A Year After Spinout from NeoNova, NeoCloud Acquires a Competitor & Doubles its Team

A Year After Spinout from NeoNova, NeoCloud Acquires a Competitor & Doubles its Team

by Shannon Cuthrell — July 27, 2017

An idea for a company seeded when Van Murray, an experienced IT and engineering professional in Raleigh, wanted to channel his background in technology into his own venture.

But what started in 2010 as an IT solutions business quickly spiraled into an emerging startup in the nascent cloud services market, a global industry Gartner projects will grow 18 percent in 2017 alone.

In the time since founding, Murray sold his company, bought it back, rebranded, made an acquisition and grew to servicing 1,500 customers. With a team of 15, doubled in size over the last year, the company now called NeoCloud is positioning itself as an expert in migrating data into the cloud, managing and integrating cloud services, training customers and ensuring compliance with company policy.

Relationships with more than 200 cloud service providers and more than a petabyte of data migrated on behalf of customers help validate that.

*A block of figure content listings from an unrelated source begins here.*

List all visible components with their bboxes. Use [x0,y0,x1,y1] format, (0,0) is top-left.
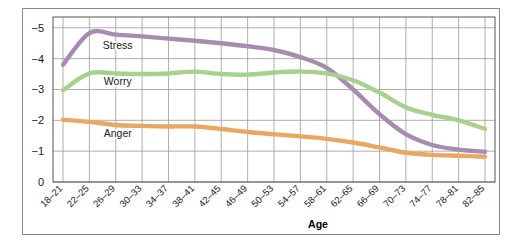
x-tick-label: 66–69 [354,183,380,209]
x-tick-label: 54–57 [275,183,301,209]
chart-figure: −5−4−3−2−10 18–2122–2526–2930–3334–3738–… [0,0,524,245]
y-tick-label: −2 [31,114,44,126]
x-axis-title: Age [308,218,328,230]
x-tick-label: 82–85 [460,183,486,209]
series-label-stress: Stress [103,39,133,51]
x-tick-label: 38–41 [170,183,196,209]
y-tick-label: −1 [31,145,44,157]
series-label-anger: Anger [104,127,133,139]
x-tick-label: 26–29 [91,183,117,209]
y-tick-label: −4 [31,53,44,65]
series-label-worry: Worry [104,75,133,87]
x-axis-tick-labels: 18–2122–2526–2930–3334–3738–4142–4546–49… [38,183,486,209]
x-tick-label: 58–61 [302,183,328,209]
x-tick-label: 46–49 [223,183,249,209]
y-tick-label: 0 [38,176,44,188]
x-tick-label: 50–53 [249,183,275,209]
x-tick-label: 78–81 [434,183,460,209]
y-axis-tick-labels: −5−4−3−2−10 [31,22,44,188]
line-chart: −5−4−3−2−10 18–2122–2526–2930–3334–3738–… [0,0,524,245]
x-tick-label: 22–25 [64,183,90,209]
x-tick-label: 70–73 [381,183,407,209]
y-tick-label: −5 [31,22,44,34]
x-tick-label: 74–77 [407,183,433,209]
x-tick-label: 42–45 [196,183,222,209]
x-tick-label: 34–37 [143,183,169,209]
y-tick-label: −3 [31,83,44,95]
x-tick-label: 30–33 [117,183,143,209]
x-tick-label: 62–65 [328,183,354,209]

If the growth trajectory continues, Murray believes his company could be a leading global cloud service provider to companies of all sizes and disciplines.

ORIGINAL VENTURE RESTRUCTURED OVER THE YEARS

Murray’s story begins with Accent Plus, the startup he originally launched in 2010. His mission was to help connect businesses to IT solutions through software, a passion built through his previous work in IT and engineering leadership roles at Cherokee Investment PartnersMi-Corporation and the North Carolina Department of Public Instruction.

But just as Accent Plus started a hunt for capital in 2012, Murray got an offer he couldn’t refuse.

A fellow Raleigh startup called NeoNova wanted to buy the business to manage its internal technical operations as it focused on scaling network management and help desk assistance for rural broadband service providers. The size of NeoNova’s business was a reason Murray was drawn to the deal.

After the acquisition, Murray stayed on at NeoNova as director of cloud services and eventually vice president. And over time, his department began to see growth as customers moved data and other operations into the cloud. It started to make sense to spin the business services side out of the company. And the best person to lead the effort was the man who started it all.

Along with the spin off, Murray decided to rebrand to NeoCloud to better reflect its focus on cloud services. The company retained partnerships with more than 100 cloud providers, notably Google and Microsoft.

Then-NeoNova CEO Ray Carey wrote in a blog post that the reorganization was to accommodate for the growth of the company’s business outside rural markets, where cloud services are in more demand. The spin off would help meet the new need.

Since then, NeoCloud has doubled the team headcount to 15 and spent the last year growing the customer base to 1,500 businesses and organizations, representing 150,000 total users.

The fast revenue growth gave the company leverage to acquire Business Intelligence 101, or Bi101, earlier this month.

The California-based cloud consultancy has a national presence, with its 350 customers increasing the NeoCloud customer base by 30 percent.

They’ll have access to NeoCloud’s software suite, which includes servers, security offerings, voice solutions, data migration services, as well as email and website hosting. They also bring 50 additional IT and cloud providers into NeoCloud’s partner network.

“Our goal is to live through this cloud journey with these customers, and provide better services as well as product,” says Murray.

PARTNERING WITH NONPROFITS

The company’s growth has also inspired Murray to give back. This week, he’s unveiling a new partnership with Raleigh volunteer network Activate Good to provide free cloud services to local nonprofits.

NeoCloud has tailored its cloud services suite to nonprofits, offering a bundle that includes hosted email services, anti-virus programs, support and management for Google’s G products, Microsoft Office 365 Nonprofit, as well as cloud data backup and security training to ensure organizations protect their data. It typically costs $15/month per user.

In a statement, Activate Good Executive Director Amber Smith notes that nonprofits often spend time making sure the money they receive is going directly to serving their cause, but “the reality is that many of these organizations can benefit tremendously from cloud services, but they can’t even afford to think about it.”

The partnership is fueled by a larger effort by NeoCloud to not only work with the nonprofit community as a service provider, but to support its growth as well. NeoCloud’s presence is grounded in the Triangle with 180 local businesses and nonprofits as clients, including Band Together and the Wake County Habitat for Humanity.

Murray, a winner of Triangle Business Journal’s 2017 40 Under 40 awards, is excited about the future of NeoCloud, citing the “opportunities in this market to help customers and businesses better take advantage of the cloud.”

The long game for his company is planning for multiple year-over-year growth. And to do that, NeoCloud will continue to grow the team—so far, that means job postings for engineers, sales managers and a marketing specialist.